Building capacity in a changing health care system is a challenge for advanced nursing education programs. Master-level nursing education is increasingly becoming the required education level for specialist nurses, and additional studies are needed to learn more about students' experiences and learning transitions while undertaking such education. This study aimed to explore nursing students' experience of their learning transitions while undertaking advanced nursing education and to describe how they translated the new knowledge and competence they gained into clinical practice. We used a qualitative research design with narrative self-reported reflections. 34 nurses (95 % women) from both urban and rural areas working with children, with adults in outpatient and inpatient endocrinology clinics in hospitals or with adults, including older people, attending primary health care services participated in the study. We collected data at two time points 15 months apart. Time one was the first week of the advanced nursing education, and time two was the completion of the education program. We used Malterud's modification of Giorgi's phenomenological analysis, otherwise known as systematic text condensation, to analyze the data. Two core themes captured the participants' experiences. The first theme was "assessing the situation of people with diabetes from a different perspective", with the subthemes "an expanded perspective of practice and higher level of reflection", "applying critical thinking in practice" and "changing patient-nurse relationships in diabetes care". The second core theme was "a change in participants' perception of their professional position", with the subthemes "a greater knowledge base enhancing professional confidence" and "a more equal position within the professional team". The study provides in-depth information about transition into advanced nursing education and can inform curriculum developers, nurse educators, policy-makers and nursing managers about how nursing education broadened participants' perspectives of nursing and enhanced their confidence and professional position.

Mendeley readers

Mendeley readers

The data shown below were compiled from readership statistics for 123 Mendeley readers of this research output. Click here to see the associated Mendeley record.

Geographical breakdown

Country Count As %
United States 1 <1%
Unknown 122 99%

Demographic breakdown

Readers by professional status Count As %
Student > Master 19 15%
Student > Ph.

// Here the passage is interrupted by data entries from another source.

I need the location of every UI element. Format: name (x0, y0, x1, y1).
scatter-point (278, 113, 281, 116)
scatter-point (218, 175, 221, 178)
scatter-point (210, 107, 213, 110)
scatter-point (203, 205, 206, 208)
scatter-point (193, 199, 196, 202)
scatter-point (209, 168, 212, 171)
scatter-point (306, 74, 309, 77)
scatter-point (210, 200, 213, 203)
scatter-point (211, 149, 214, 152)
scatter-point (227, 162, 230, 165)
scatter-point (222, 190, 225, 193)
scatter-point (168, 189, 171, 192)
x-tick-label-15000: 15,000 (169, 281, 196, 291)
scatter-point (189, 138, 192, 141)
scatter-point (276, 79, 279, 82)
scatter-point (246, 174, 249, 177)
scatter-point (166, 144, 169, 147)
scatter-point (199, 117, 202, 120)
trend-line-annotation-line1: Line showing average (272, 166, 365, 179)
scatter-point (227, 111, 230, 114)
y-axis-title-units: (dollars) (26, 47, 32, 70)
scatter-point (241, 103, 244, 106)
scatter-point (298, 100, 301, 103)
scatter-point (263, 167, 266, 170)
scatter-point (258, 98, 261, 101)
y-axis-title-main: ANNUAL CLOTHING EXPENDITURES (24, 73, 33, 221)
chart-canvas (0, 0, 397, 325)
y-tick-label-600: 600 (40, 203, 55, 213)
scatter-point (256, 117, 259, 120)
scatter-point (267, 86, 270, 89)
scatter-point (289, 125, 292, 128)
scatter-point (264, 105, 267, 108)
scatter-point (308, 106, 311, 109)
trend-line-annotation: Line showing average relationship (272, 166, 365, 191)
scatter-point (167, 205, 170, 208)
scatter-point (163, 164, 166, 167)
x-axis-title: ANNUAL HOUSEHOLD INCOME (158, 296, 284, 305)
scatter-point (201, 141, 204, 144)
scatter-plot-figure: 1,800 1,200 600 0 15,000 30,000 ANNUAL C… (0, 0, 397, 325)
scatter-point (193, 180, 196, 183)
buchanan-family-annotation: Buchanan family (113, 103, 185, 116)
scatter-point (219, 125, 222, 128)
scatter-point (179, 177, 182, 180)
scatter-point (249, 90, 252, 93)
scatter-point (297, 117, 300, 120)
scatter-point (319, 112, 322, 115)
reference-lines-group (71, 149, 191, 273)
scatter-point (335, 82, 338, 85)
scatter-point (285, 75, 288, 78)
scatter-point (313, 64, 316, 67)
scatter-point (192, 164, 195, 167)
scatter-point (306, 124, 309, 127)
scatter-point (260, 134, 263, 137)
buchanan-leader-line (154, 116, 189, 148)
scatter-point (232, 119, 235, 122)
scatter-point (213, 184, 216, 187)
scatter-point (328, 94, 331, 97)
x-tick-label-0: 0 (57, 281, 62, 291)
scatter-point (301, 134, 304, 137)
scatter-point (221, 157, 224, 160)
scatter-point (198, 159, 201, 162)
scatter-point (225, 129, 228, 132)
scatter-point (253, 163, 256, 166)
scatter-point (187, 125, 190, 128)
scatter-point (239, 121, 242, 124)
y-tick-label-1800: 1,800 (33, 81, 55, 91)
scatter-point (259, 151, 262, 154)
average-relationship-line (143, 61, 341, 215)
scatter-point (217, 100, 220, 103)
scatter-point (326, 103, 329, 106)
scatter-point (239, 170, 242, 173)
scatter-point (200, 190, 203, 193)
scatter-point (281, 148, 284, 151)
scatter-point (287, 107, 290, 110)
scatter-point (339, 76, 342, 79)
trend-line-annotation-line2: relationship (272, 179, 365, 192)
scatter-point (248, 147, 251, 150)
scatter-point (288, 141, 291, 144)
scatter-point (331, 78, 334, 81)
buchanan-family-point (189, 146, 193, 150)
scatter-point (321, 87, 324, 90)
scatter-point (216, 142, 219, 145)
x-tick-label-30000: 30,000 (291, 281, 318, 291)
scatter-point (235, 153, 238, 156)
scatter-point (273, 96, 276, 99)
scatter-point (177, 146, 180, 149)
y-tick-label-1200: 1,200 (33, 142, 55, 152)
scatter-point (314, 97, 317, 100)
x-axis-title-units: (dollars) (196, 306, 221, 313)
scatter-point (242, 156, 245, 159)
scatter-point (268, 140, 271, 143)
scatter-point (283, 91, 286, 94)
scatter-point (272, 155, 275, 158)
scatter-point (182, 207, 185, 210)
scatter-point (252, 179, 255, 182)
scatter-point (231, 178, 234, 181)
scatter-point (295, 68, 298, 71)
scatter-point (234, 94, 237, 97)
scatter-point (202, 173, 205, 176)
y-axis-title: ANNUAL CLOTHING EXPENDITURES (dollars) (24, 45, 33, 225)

D. Student 16 13%
Student > Bachelor 15 12%
Librarian 10 8%
Lecturer 8 7%
Other 26 21%
Unknown 29 24%
Readers by discipline Count As %
Nursing and Health Professions 45 37%
Medicine and Dentistry 18 15%
Social Sciences 15 12%
Psychology 4 3%
Computer Science 3 2%
Other 8 7%
Unknown 30 24%
Attention Score in Context

Attention Score in Context

This research output has an Altmetric Attention Score of 1. This is our high-level measure of the quality and quantity of online attention that it has received. This Attention Score, as well as the ranking and number of research outputs shown below, was calculated when the research output was last mentioned on 04 June 2015.
All research outputs
#20,283,046
of 22,817,213 outputs
Outputs from BMC Nursing
#650
of 749 outputs
Outputs of similar age
#222,062
of 264,385 outputs
Outputs of similar age from BMC Nursing
#20
of 21 outputs
Altmetric has tracked 22,817,213 research outputs across all sources so far. This one is in the 1st percentile – i.e., 1% of other outputs scored the same or lower than it.
So far Altmetric has tracked 749 research outputs from this source. They typically receive a little more attention than average, with a mean Attention Score of 5.3. This one is in the 1st percentile – i.e., 1% of its peers scored the same or lower than it.
Older research outputs will score higher simply because they've had more time to accumulate mentions. To account for age we can compare this Altmetric Attention Score to the 264,385 tracked outputs that were published within six weeks on either side of this one in any source. This one is in the 1st percentile – i.e., 1% of its contemporaries scored the same or lower than it.
We're also able to compare this research output to 21 others from the same source and published within six weeks on either side of this one. This one is in the 1st percentile – i.e., 1% of its contemporaries scored the same or lower than it.